Our first step was to launch an organization-wide open Slack channel that would tie together the IT organization and the entire Adobe employee community. Our 24×7 global IT help desk would front the support on that channel, while the rest of IT was made available for rapid event escalation.
This video explain the details of mitochondrial DNA structure, the difference between nuclear DNA and mitochondrial DNA, mitochondrial DNA replication or D loop replication.
Ira Pastor, ideaXme life sciences ambassador, interviews Dr. Rachel Ramoni, Chief Research and Development Officer at the U.S. Department of Veteran Affairs.
Ira Pastor Comments:
The United States Department of Veterans Affairs (VA) @U.S. Dept. of Veterans Affairs is a federal Cabinet-level agency that provides comprehensive healthcare services to military veterans at over 1,000 VA medical centers and outpatient clinics located throughout the US. It also provides several non-healthcare benefits including disability compensation, vocational rehabilitation, education assistance, home loans, and life insurance; and provides burial and memorial benefits to eligible veterans and family members.

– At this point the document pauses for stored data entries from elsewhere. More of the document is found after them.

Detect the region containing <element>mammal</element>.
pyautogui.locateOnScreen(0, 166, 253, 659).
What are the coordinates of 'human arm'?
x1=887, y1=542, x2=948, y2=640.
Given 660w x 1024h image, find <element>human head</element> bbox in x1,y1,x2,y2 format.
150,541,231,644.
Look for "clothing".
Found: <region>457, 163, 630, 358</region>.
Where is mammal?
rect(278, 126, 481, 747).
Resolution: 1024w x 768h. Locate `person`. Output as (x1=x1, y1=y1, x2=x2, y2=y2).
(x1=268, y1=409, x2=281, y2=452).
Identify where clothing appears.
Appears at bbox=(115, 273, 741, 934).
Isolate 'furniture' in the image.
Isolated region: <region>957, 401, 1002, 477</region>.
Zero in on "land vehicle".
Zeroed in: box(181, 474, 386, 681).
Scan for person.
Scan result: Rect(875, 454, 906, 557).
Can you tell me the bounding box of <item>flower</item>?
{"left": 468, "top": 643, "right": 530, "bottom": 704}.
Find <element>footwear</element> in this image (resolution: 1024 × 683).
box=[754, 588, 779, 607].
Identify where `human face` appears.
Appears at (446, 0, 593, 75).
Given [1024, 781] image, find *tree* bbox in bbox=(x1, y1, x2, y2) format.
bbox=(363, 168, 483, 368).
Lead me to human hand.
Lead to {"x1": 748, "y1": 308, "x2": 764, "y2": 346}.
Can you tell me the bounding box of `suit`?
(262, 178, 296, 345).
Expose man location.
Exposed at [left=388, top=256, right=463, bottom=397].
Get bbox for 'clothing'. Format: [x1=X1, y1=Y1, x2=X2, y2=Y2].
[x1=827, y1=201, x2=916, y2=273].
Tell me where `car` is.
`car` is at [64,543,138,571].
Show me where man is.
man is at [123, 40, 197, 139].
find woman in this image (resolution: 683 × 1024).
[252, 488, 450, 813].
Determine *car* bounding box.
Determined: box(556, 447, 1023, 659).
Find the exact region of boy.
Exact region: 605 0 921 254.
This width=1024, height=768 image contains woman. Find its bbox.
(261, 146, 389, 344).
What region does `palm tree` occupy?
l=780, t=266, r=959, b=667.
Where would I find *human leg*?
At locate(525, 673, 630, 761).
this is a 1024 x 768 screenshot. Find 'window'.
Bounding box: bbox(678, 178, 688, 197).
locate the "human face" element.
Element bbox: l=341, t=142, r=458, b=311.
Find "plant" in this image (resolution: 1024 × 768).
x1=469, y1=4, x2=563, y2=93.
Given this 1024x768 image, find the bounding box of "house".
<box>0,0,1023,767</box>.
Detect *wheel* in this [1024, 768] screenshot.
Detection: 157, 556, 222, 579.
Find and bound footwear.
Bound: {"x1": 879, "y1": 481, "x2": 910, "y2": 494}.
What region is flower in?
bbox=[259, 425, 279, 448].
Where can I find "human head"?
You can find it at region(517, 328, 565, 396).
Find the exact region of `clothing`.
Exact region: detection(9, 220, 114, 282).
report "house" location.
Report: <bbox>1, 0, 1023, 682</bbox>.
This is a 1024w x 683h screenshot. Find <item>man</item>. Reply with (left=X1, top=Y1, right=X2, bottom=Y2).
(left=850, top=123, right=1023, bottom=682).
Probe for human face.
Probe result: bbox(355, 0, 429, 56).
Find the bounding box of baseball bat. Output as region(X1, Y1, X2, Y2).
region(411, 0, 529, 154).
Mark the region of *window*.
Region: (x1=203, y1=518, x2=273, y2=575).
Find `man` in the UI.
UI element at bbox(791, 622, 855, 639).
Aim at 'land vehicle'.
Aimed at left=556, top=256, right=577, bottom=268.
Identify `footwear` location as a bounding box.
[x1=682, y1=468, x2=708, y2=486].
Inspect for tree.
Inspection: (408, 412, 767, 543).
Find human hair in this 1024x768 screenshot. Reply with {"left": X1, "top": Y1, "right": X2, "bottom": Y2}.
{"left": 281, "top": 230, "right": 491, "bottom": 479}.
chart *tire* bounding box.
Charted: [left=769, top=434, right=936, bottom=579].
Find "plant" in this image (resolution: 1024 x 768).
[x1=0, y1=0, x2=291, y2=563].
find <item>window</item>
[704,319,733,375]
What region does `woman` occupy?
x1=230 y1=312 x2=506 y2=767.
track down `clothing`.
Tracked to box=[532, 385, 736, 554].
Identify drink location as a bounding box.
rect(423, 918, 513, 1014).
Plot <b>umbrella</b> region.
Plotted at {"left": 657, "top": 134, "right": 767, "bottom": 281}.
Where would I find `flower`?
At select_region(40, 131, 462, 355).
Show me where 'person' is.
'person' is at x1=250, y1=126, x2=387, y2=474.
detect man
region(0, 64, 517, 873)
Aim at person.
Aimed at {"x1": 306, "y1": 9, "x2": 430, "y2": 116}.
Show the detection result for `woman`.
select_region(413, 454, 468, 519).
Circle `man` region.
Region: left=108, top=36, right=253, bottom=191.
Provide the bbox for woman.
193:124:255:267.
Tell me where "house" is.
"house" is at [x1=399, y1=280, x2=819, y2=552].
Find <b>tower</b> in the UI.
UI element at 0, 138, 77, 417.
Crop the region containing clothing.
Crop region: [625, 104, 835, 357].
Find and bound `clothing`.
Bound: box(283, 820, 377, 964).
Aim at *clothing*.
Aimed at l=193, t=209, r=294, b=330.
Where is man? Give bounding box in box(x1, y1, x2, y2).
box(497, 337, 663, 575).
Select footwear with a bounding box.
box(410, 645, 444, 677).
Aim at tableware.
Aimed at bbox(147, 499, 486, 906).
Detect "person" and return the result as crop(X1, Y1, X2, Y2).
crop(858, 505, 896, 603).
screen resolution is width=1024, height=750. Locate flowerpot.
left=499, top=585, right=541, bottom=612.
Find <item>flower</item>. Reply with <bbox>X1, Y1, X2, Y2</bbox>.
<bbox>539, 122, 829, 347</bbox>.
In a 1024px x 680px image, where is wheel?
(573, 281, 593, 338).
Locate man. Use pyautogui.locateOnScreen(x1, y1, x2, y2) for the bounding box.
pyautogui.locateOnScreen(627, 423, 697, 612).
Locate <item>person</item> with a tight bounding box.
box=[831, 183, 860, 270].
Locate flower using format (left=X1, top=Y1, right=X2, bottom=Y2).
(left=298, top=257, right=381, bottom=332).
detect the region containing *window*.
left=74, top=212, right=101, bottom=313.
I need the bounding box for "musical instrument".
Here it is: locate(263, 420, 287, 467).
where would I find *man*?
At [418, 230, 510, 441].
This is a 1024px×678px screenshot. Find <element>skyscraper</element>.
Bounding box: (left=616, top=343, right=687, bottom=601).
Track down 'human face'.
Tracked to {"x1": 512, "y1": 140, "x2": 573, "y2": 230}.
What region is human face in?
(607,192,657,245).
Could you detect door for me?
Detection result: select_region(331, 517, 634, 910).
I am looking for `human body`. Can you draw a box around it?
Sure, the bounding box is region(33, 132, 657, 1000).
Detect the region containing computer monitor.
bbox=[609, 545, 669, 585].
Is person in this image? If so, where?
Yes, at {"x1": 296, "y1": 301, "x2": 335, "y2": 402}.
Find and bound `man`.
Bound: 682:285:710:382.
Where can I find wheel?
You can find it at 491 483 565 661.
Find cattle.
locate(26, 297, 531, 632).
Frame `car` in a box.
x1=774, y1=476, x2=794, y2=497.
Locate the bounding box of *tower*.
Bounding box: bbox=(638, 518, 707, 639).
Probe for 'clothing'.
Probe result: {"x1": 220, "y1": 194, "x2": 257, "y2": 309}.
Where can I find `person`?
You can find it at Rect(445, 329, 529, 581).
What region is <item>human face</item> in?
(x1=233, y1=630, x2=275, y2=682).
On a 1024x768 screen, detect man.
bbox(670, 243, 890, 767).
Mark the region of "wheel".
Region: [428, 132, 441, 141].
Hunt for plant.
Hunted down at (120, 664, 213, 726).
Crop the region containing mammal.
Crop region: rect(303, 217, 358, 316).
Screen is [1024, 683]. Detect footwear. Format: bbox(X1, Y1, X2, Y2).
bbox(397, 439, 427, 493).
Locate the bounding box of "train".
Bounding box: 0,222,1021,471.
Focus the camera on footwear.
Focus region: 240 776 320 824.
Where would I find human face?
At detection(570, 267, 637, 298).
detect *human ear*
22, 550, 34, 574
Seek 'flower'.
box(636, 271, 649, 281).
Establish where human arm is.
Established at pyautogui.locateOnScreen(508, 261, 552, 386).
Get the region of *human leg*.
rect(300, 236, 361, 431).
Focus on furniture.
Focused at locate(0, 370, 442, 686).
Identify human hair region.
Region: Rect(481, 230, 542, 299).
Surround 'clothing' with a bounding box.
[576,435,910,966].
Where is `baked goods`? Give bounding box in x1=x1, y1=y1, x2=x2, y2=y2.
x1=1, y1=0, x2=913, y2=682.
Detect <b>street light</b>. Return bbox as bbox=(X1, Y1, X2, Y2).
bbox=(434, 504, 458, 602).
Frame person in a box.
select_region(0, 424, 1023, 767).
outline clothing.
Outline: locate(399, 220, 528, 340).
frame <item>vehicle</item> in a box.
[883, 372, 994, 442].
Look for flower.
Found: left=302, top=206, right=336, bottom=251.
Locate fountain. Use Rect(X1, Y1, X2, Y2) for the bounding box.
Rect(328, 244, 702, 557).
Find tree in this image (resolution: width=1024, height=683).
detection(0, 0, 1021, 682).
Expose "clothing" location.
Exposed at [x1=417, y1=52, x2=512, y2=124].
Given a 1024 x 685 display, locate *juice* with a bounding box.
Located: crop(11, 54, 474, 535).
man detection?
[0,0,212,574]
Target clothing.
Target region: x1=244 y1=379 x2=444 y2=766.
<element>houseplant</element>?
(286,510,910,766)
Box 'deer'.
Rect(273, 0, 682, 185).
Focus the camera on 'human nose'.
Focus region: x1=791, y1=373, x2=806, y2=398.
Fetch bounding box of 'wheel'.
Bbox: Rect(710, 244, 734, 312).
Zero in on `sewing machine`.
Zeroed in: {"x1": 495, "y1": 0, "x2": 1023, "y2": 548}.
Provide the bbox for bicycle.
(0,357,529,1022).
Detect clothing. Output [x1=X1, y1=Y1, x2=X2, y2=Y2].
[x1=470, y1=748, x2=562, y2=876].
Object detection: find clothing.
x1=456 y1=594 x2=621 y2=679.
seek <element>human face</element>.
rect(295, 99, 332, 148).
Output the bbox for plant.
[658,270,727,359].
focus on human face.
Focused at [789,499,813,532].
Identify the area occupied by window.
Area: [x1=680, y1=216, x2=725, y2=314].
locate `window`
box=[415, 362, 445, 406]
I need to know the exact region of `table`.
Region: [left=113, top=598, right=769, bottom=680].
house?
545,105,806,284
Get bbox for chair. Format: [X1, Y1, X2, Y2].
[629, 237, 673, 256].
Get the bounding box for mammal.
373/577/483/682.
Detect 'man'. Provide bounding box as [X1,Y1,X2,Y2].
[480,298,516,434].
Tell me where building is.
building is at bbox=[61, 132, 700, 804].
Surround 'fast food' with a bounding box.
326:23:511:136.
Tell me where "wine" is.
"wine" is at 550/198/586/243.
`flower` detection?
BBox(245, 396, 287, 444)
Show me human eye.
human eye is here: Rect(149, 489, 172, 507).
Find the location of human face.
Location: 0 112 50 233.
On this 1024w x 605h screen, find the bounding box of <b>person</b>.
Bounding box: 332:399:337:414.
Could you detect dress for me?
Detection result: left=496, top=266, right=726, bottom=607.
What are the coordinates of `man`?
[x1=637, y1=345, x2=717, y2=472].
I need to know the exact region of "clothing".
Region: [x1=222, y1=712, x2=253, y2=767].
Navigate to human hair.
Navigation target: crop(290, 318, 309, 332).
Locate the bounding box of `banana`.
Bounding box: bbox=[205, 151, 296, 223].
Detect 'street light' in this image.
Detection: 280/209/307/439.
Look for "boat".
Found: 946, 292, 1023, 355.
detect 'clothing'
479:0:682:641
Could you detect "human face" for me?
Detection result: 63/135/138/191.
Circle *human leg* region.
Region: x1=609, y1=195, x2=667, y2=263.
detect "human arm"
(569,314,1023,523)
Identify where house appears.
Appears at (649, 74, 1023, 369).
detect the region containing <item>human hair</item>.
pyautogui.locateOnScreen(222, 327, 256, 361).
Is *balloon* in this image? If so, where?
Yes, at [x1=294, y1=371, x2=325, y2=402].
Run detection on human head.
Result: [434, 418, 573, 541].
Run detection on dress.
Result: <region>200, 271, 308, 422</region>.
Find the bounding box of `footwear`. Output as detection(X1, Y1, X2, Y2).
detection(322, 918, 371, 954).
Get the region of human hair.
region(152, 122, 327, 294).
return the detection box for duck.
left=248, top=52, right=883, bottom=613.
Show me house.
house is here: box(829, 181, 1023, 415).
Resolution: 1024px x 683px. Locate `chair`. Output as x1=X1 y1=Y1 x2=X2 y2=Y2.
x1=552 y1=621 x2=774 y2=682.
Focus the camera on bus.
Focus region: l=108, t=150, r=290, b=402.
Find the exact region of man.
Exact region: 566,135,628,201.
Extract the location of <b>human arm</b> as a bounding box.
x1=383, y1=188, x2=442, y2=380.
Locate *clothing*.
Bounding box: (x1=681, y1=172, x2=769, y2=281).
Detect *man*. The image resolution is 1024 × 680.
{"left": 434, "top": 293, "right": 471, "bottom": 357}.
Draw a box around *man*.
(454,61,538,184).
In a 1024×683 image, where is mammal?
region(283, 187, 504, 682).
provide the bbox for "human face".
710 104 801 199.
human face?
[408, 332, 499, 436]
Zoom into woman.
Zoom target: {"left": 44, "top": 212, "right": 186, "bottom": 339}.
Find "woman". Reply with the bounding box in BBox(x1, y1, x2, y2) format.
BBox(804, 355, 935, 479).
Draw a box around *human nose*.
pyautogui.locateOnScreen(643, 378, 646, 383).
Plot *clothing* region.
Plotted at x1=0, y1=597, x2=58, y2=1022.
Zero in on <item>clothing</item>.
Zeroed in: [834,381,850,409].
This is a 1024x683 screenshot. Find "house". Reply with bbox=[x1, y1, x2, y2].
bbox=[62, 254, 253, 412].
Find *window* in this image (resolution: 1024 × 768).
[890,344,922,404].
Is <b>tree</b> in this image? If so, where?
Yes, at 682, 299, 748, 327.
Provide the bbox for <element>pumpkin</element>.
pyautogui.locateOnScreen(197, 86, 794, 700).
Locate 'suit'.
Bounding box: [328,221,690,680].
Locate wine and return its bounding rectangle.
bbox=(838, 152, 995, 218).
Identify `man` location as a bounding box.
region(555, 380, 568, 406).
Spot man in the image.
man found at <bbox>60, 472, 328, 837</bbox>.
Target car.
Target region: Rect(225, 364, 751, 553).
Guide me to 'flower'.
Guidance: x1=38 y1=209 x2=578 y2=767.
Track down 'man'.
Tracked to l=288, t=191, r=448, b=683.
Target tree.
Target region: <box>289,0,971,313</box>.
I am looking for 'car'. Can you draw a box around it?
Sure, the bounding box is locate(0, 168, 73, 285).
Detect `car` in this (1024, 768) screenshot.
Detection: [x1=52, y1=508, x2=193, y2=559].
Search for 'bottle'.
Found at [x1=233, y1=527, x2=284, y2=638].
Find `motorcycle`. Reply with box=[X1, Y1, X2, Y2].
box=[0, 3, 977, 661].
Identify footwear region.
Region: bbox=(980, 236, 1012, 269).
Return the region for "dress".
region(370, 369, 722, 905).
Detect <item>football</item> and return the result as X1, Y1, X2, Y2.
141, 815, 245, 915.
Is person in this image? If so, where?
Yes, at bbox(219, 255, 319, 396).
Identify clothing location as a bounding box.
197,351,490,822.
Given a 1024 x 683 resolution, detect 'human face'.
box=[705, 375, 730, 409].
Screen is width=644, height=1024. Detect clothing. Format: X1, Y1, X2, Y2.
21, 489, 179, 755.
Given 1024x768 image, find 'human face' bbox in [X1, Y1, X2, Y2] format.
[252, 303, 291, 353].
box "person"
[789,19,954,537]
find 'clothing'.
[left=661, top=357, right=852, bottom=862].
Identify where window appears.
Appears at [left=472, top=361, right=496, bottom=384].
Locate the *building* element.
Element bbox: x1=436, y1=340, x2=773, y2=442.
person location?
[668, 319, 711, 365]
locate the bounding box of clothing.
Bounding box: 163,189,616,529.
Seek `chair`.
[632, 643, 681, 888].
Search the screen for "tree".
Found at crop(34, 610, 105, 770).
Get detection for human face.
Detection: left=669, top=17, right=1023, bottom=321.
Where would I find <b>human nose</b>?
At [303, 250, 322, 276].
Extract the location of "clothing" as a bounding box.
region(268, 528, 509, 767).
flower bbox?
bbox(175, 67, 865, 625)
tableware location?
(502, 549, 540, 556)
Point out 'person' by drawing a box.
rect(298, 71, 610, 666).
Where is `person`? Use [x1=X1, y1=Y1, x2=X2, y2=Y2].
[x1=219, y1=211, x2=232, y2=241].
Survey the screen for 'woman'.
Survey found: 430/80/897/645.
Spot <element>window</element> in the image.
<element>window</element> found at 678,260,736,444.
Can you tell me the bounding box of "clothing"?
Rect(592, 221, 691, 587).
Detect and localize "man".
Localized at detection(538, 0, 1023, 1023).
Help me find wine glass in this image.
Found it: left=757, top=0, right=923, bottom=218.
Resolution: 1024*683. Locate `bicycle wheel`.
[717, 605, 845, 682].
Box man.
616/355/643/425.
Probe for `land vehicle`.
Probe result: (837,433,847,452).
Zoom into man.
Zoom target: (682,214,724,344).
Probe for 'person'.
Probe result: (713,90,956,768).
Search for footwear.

The VA serves over 9 million enrolled Veterans each year, employs over 377,000 people and has an annual budget of $200 billion.
Within the VA structure, the Office of Research & Development is focused on improving the lives of Veterans, and all Americans, through health care discovery and innovation including: basic, translational, clinical, health services, and rehabilitative research, and applies scientific knowledge to develop effective individualized care solutions.
Dr. Rachel Ramoni
Teeny-tiny living robots made their world debut earlier this year. These microscopic organisms are composed entirely of frog stem cells, and, thanks to a special computer algorithm, they can take on different shapes and perform simple functions: crawling, traveling in circles, moving small objects — or even joining with other organic bots to collectively perform tasks.
The world’s first living robots may one day clean up our oceans.
Baker won one of the six $3 million Breakthrough Prizes this year, which were awarded to eight different scientists in Mathematics, Fundamental Physics and Life Sciences.
David Baker, whose protein design technology is being used to develop therapies for Covid-19 and cancer, received one of several awards to scientists from the Breakthrough Prize Foundation that add up to a combined total of $21.75 million.
Mid-infrared lasers have been widely used in imaging, detection, diagnostics, environmental monitoring, medicine, industry, defense and others. For mid-infrared laser systems, low phonon energy gain materials are key factors.
Among these mid-infrared materials, Er3+-doped CaF2 transparent ceramics are promising candidate materials because of their ultra-low phonon energy as well as excellent physical, chemical, and optical properties, which quickly attract the attention of researchers. However, traditional preparation methods can’t obtain high-quality Er3+-doped CaF2 transparent ceramics.
Recently, a research team led by Prof. Zhang Long from the Shanghai Institute of Optics and Fine Mechanics of the Chinese Academy of Sciences has developed a high quality Er3+-doped CaF2 transparent ceramics by single crystal ceramization. Their study was published in Journal of the European Ceramic Society.
Circa 2018 o,.o!
Dental fillings may soon be left in the ash heap of history, thanks to a recent discovery about a drug called Tideglusib.
Developed for and trialled to treat Alzheimer’s disease, last year scientists found the drug also happens to promote the natural tooth regrowth mechanism in mice, allowing the tooth to repair cavities.
Tideglusib works by stimulating stem cells in the pulp of teeth, the source of new dentine. Dentine is the mineralised substance beneath tooth enamel that gets eaten away by tooth decay.